Ask specifically about how costs (as distinct from attorney fees) are handled — whether they're advanced by the attorney or paid by you as incurred, and how they're treated in the event of a recovery.

8. Will You Handle My Case, or Someone Else?

In larger employment law firms, the attorney you consult with may not be the one who handles your case day-to-day. Associates and paralegals often manage significant portions of the work. Ask directly: who will be your primary contact, who will appear at proceedings, and who do you call when you have a question at 9 PM the night before a deposition?

9. What Are the Risks of Going Forward?

Employment litigation carries risks beyond just losing at trial.

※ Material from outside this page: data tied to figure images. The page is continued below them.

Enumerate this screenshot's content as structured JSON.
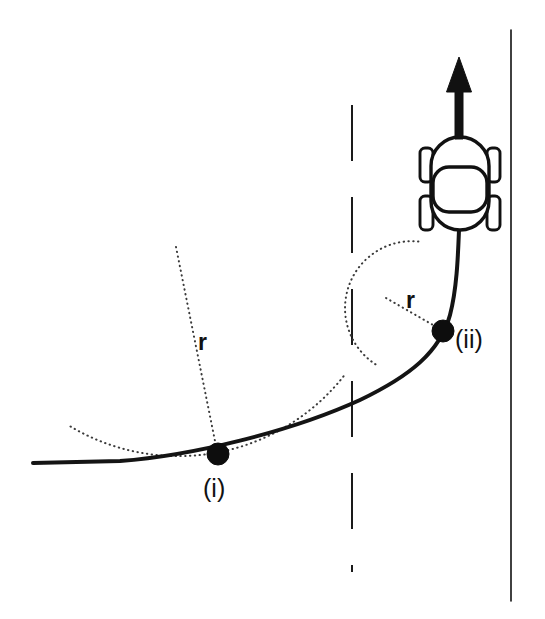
{
  "figure": {
    "background_color": "#ffffff",
    "width": 545,
    "height": 619
  },
  "labels": {
    "radius_large": "r",
    "radius_small": "r",
    "point_one": "(i)",
    "point_two": "(ii)"
  },
  "colors": {
    "line": "#111111",
    "dotted": "#3a3a3a",
    "dot": "#0d0d0d",
    "background": "#ffffff"
  },
  "elements": {
    "car_name": "car-top-view",
    "arrow_name": "direction-of-travel-arrow",
    "road_inner_name": "road-inner-curve",
    "road_center_name": "road-center-dashed-line",
    "road_outer_name": "road-outer-straight-edge"
  },
  "geometry": {
    "point_one": {
      "x": 218,
      "y": 454,
      "r_dot": 11
    },
    "point_two": {
      "x": 443,
      "y": 331,
      "r_dot": 11
    },
    "circle_large": {
      "cx": 176,
      "cy": 247,
      "radius": 211
    },
    "circle_small": {
      "cx": 386,
      "cy": 298,
      "radius": 67
    },
    "center_line_x": 352,
    "outer_edge_x": 511,
    "arrow_tip": {
      "x": 459,
      "y": 57
    },
    "car_center": {
      "x": 460,
      "y": 183
    }
  },
  "annotations": {
    "description": "A road curve with two marked points (i) and (ii); at each point a dotted osculating circle and its radius r are drawn, showing a larger radius at (i) and a smaller radius at (ii). A car travels upward along the road, indicated by a solid arrow."
  }
}
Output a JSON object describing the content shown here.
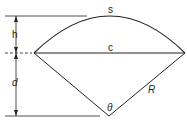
{
  "diagram": {
    "labels": {
      "arc": "s",
      "chord": "c",
      "height": "h",
      "distance": "d",
      "radius": "R",
      "angle": "θ"
    },
    "colors": {
      "stroke": "#222222",
      "background": "#ffffff"
    }
  }
}
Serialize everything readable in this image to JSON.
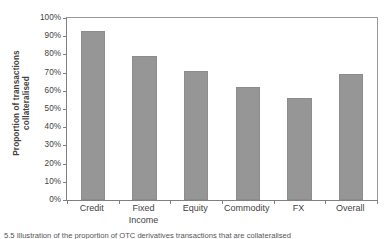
{
  "chart_data": {
    "type": "bar",
    "title": "",
    "subtitle": "",
    "xlabel": "",
    "ylabel": "Proportion of transactions collateralised",
    "ylabel_line1": "Proportion of transactions",
    "ylabel_line2": "collateralised",
    "categories": [
      "Credit",
      "Fixed Income",
      "Equity",
      "Commodity",
      "FX",
      "Overall"
    ],
    "category_lines": [
      [
        "Credit"
      ],
      [
        "Fixed",
        "Income"
      ],
      [
        "Equity"
      ],
      [
        "Commodity"
      ],
      [
        "FX"
      ],
      [
        "Overall"
      ]
    ],
    "values": [
      93,
      79,
      71,
      62,
      56,
      69
    ],
    "value_labels": [
      "93%",
      "79%",
      "71%",
      "62%",
      "56%",
      "69%"
    ],
    "ylim": [
      0,
      100
    ],
    "ytick_values": [
      0,
      10,
      20,
      30,
      40,
      50,
      60,
      70,
      80,
      90,
      100
    ],
    "ytick_labels": [
      "0%",
      "10%",
      "20%",
      "30%",
      "40%",
      "50%",
      "60%",
      "70%",
      "80%",
      "90%",
      "100%"
    ],
    "grid": false,
    "legend": null,
    "legend_position": "none",
    "series": [
      {
        "name": "Proportion of transactions collateralised",
        "values": [
          93,
          79,
          71,
          62,
          56,
          69
        ]
      }
    ],
    "colors": {
      "bar_fill": "#969696",
      "bar_border": "#8c8c8c",
      "axis": "#808080",
      "text": "#3f3f3f",
      "background": "#ffffff"
    }
  },
  "caption": {
    "text": "5.5   Illustration of the proportion of OTC derivatives transactions that are collateralised"
  }
}
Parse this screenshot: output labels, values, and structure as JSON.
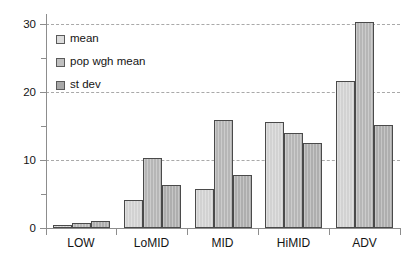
{
  "chart_data": {
    "type": "bar",
    "title": "",
    "xlabel": "",
    "ylabel": "",
    "categories": [
      "LOW",
      "LoMID",
      "MID",
      "HiMID",
      "ADV"
    ],
    "series": [
      {
        "name": "mean",
        "values": [
          0.4,
          4.1,
          5.7,
          15.6,
          21.7
        ]
      },
      {
        "name": "pop wgh mean",
        "values": [
          0.7,
          10.3,
          16.0,
          14.0,
          30.4
        ]
      },
      {
        "name": "st dev",
        "values": [
          1.0,
          6.4,
          7.8,
          12.5,
          15.2
        ]
      }
    ],
    "ylim": [
      0,
      31
    ],
    "yticks": [
      0,
      10,
      20,
      30
    ],
    "ytick_labels": [
      "0",
      "10",
      "20",
      "30"
    ],
    "yminor_ticks": [
      5,
      15,
      25
    ],
    "grid": "horizontal-dashed",
    "legend_position": "top-left",
    "colors": {
      "mean": "#d2d2d2",
      "pop wgh mean": "#b6b6b6",
      "st dev": "#aeaeae",
      "axis": "#8d8d8d",
      "gridline": "#a9a9a9",
      "bar_outline": "#4a4a4a",
      "text": "#141414",
      "background": "#ffffff"
    }
  },
  "legend": {
    "items": [
      {
        "label": "mean"
      },
      {
        "label": "pop wgh mean"
      },
      {
        "label": "st dev"
      }
    ]
  }
}
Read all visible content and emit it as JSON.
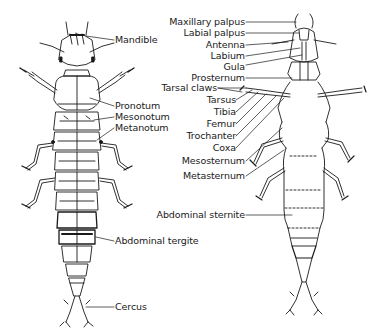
{
  "figure": {
    "views": [
      {
        "id": "dorsal",
        "name": "Dorsal view"
      },
      {
        "id": "ventral",
        "name": "Ventral view"
      }
    ],
    "line_color": "#1a1a1a",
    "background": "#ffffff"
  },
  "dorsal_labels": {
    "mandible": "Mandible",
    "pronotum": "Pronotum",
    "mesonotum": "Mesonotum",
    "metanotum": "Metanotum",
    "abdominal_tergite": "Abdominal tergite",
    "cercus": "Cercus"
  },
  "ventral_labels": {
    "maxillary_palpus": "Maxillary palpus",
    "labial_palpus": "Labial palpus",
    "antenna": "Antenna",
    "labium": "Labium",
    "gula": "Gula",
    "prosternum": "Prosternum",
    "tarsal_claws": "Tarsal claws",
    "tarsus": "Tarsus",
    "tibia": "Tibia",
    "femur": "Femur",
    "trochanter": "Trochanter",
    "coxa": "Coxa",
    "mesosternum": "Mesosternum",
    "metasternum": "Metasternum",
    "abdominal_sternite": "Abdominal sternite"
  }
}
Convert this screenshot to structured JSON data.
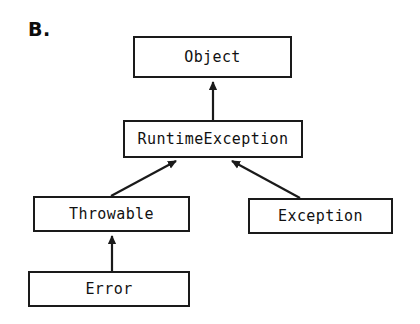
{
  "figure": {
    "panel_label": "B.",
    "type": "class-hierarchy-diagram",
    "background_color": "#ffffff",
    "line_color": "#1a1a1a",
    "text_color": "#111111"
  },
  "nodes": [
    {
      "id": "object",
      "label": "Object",
      "x": 133,
      "y": 36,
      "width": 159,
      "height": 42
    },
    {
      "id": "runtimeexception",
      "label": "RuntimeException",
      "x": 123,
      "y": 120,
      "width": 180,
      "height": 38
    },
    {
      "id": "throwable",
      "label": "Throwable",
      "x": 33,
      "y": 196,
      "width": 157,
      "height": 36
    },
    {
      "id": "exception",
      "label": "Exception",
      "x": 248,
      "y": 198,
      "width": 145,
      "height": 36
    },
    {
      "id": "error",
      "label": "Error",
      "x": 28,
      "y": 271,
      "width": 162,
      "height": 36
    }
  ],
  "edges": [
    {
      "id": "runtimeexception-to-object",
      "from": "runtimeexception",
      "to": "object",
      "arrow": "open-triangle",
      "x1": 213,
      "y1": 120,
      "x2": 213,
      "y2": 80
    },
    {
      "id": "throwable-to-runtimeexception",
      "from": "throwable",
      "to": "runtimeexception",
      "arrow": "open-triangle",
      "x1": 111,
      "y1": 196,
      "x2": 178,
      "y2": 160
    },
    {
      "id": "exception-to-runtimeexception",
      "from": "exception",
      "to": "runtimeexception",
      "arrow": "open-triangle",
      "x1": 300,
      "y1": 198,
      "x2": 231,
      "y2": 160
    },
    {
      "id": "error-to-throwable",
      "from": "error",
      "to": "throwable",
      "arrow": "open-triangle",
      "x1": 112,
      "y1": 271,
      "x2": 112,
      "y2": 234
    }
  ]
}
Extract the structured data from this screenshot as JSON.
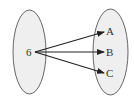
{
  "diagram": {
    "type": "mapping",
    "domain_set": {
      "elements": [
        "6"
      ]
    },
    "codomain_set": {
      "elements": [
        "A",
        "B",
        "C"
      ]
    },
    "arrows": [
      {
        "from": "6",
        "to": "A"
      },
      {
        "from": "6",
        "to": "B"
      },
      {
        "from": "6",
        "to": "C"
      }
    ],
    "colors": {
      "set_fill": "#efefef",
      "set_stroke": "#666666",
      "arrow": "#222222",
      "text": "#333333"
    }
  }
}
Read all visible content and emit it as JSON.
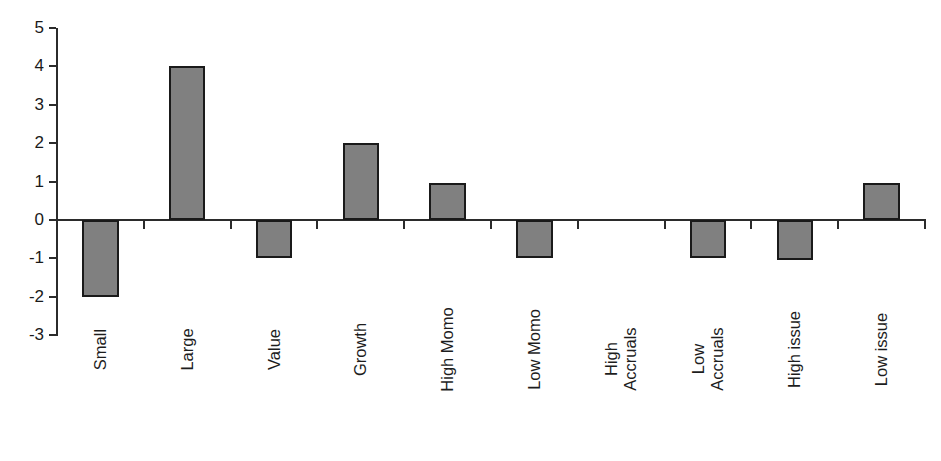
{
  "chart_data": {
    "type": "bar",
    "title": "",
    "subtitle": "",
    "xlabel": "",
    "ylabel": "",
    "categories": [
      "Small",
      "Large",
      "Value",
      "Growth",
      "High Momo",
      "Low Momo",
      "High Accruals",
      "Low Accruals",
      "High issue",
      "Low issue"
    ],
    "values": [
      -2,
      4,
      -1,
      2,
      0.95,
      -1,
      0,
      -1,
      -1.05,
      0.95
    ],
    "ylim": [
      -3,
      5
    ],
    "yticks": [
      5,
      4,
      3,
      2,
      1,
      0,
      -1,
      -2,
      -3
    ],
    "ytick_labels": [
      "5",
      "4",
      "3",
      "2",
      "1",
      "0",
      "-1",
      "-2",
      "-3"
    ],
    "grid": false,
    "legend": false,
    "legend_position": "none",
    "bar_fill_color": "#808080",
    "bar_edge_color": "#1a1a1a",
    "axis_color": "#2b2b2b",
    "background_color": "#ffffff"
  },
  "axis": {
    "y_axis_name": "y-axis",
    "x_axis_name": "category-axis"
  }
}
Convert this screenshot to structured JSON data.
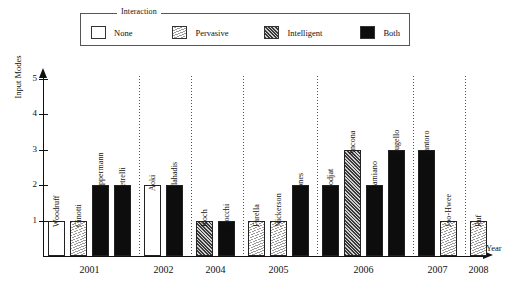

Discovery means that information you'd rather not disclose — medical records, prior employment history, communications on personal devices that were used for work — can be compelled. Counterclaims are possible in some cases. The emotional cost of prolonged litigation affects some clients more than others. Ask the attorney to describe the full range of risks specific to your situation.

10. What Should I Do (and Not Do) Right Now?

This is the most immediately actionable question. Before you leave the consultation, ask specifically:

  • Should you be preserving or gathering any documents?
  • Should you avoid any particular communications with the employer or former colleagues?
  • Is there anything you might inadvertently do that could harm the claim?
  • Should you file an EEOC charge now, before retaining anyone, given the deadline?

A good employment attorney answers these questions specifically — not with generic advice, but with guidance tailored to your situation and the applicable deadlines. If the consultation ends without clear guidance on immediate next steps, that gap is worth noting.

A Note on Timing

Employment consultations are most useful when they happen before you've taken actions that limit your options — signing a severance agreement without review, missing an EEOC deadline, or deleting communications that would have supported the claim. Consulting early costs nothing and preserves everything. Consulting late may preserve nothing at all.

Get Connected

Questions About Your Situation?

Reading about the law is a start. Talking to an attorney who practices it is the next step. We'll connect you with the right Austin attorney for your case.